Thursday 10 September 2009

A new Django Podcast - Django Dose

With the demise of This Week in Django, there was a gap in the podcasting realm for Django news. Ruby and Rails have a couple of really decent podcasts, namely Ruby5 and Rails Envy.

Now there's Django Dose which, the dose guys say, it the spiritual successor to This Week in Django. I look forward to seeing how this one pans out, though it needs to get into iTunes soon; I searched for it there and had no luck.

Wednesday 9 September 2009

NTLM Authentication with Suds

We have a requirement to hit a SOAP web service running on a Windows box with IIS, and unfortunately this service is protected by NTLM authentication. While basic HTTP authentication is well supported and trivial to implement in Suds -- a Python SOAP client module -- NTLM is not.

There is a great blog entry describing how to solve this problem; however the post recommends placing the code within Suds itself, and I had to make a couple of minor modifications to get it to work with the with the latest Suds version (0.3.6).

Here are (very minor) the modifications to C. Bess's code:

from suds.transport.https import HttpAuthenticated
from suds.transport.http import HttpTransport
from ntlm import HTTPNtlmAuthHandler
import urllib2

class WindowsHttpAuthenticated(HttpAuthenticated):
"""
Provides Windows (NTLM) http authentication for suds.
@ivar pm: The password manager.
@ivar handler: The authentication handler.
@author: Christopher Bess (modified by Matt Sullivan)
"""
def __init__(self, **kwargs):
HttpTransport.__init__(self, **kwargs)
self.pm = urllib2.HTTPPasswordMgrWithDefaultRealm()
self.handler =\
HTTPNtlmAuthHandler.HTTPNtlmAuthHandler(self.pm)
self.urlopener = urllib2.build_opener(self.handler)
urllib2.install_opener(self.urlopener)

Using this authentication class is straightforward:

t = WindowsHttpAuthenticated(
username = 'DOMAIN\%s' %username,
password = password
)
url = 'http://www.somesite.com/service.asmx?wsdl'
return Client(url, transport = t)

Tuesday 8 September 2009

Testing HTTP using Telnet

While this is commonplace knowledge, I find myself googling for it every time I need to test HTTP connectivity and responses with telnet. Telnet provides a quick and dirty means to put back data over HTTP and to test the response headers.
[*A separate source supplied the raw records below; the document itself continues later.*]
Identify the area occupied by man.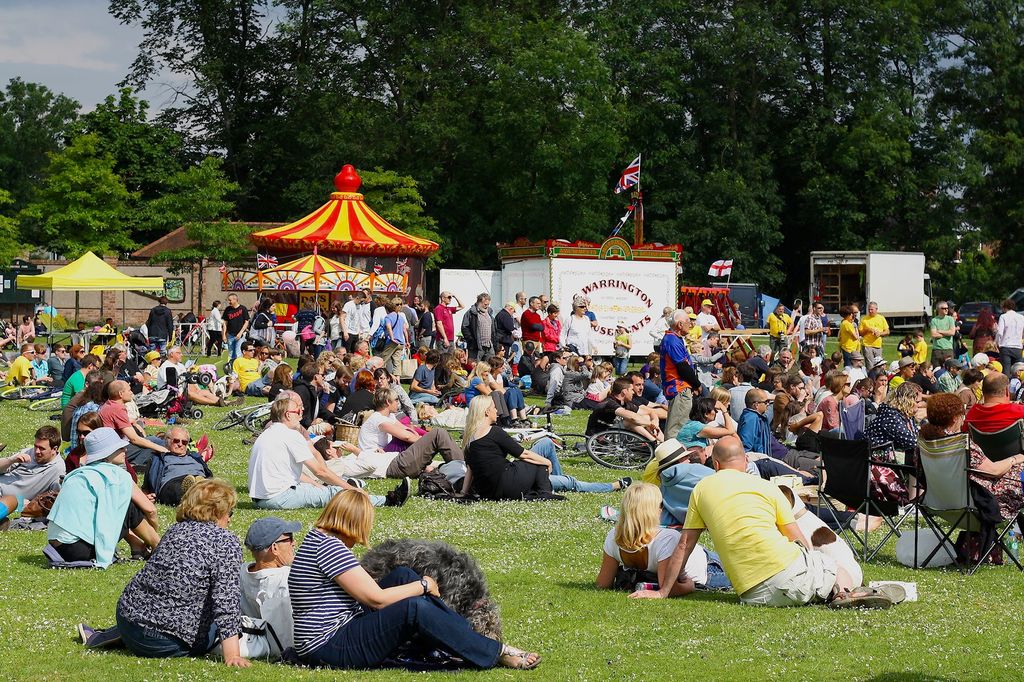
Area: detection(145, 424, 216, 501).
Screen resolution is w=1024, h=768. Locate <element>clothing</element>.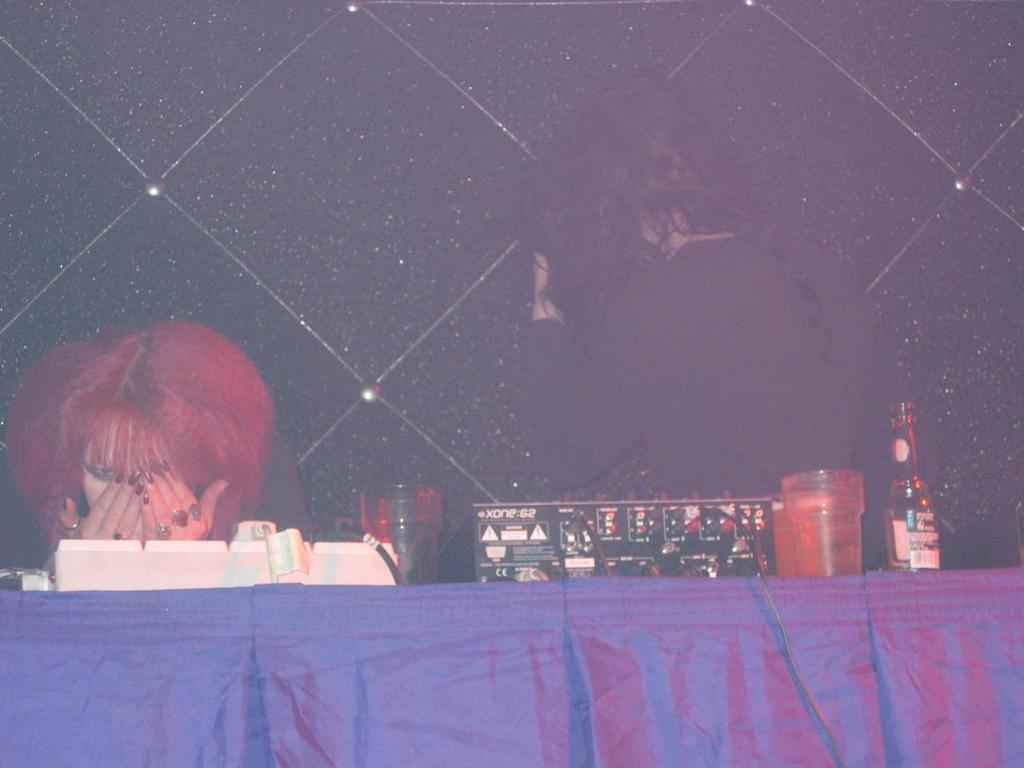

Firstly, fire up telnet with the hostname and port for the HTTP connection:
telnet www.somesite.com 80
If it can connect to the server, then you will be presented with:

Trying www.somesite.com...
Connected to www.somesite.com.
Escape character is '^]'.

Now type the following to request index.html over HTTP:

GET /index.html HTTP/1.1
host: www.somesite.com

This will then return the header information, followed by the actual data.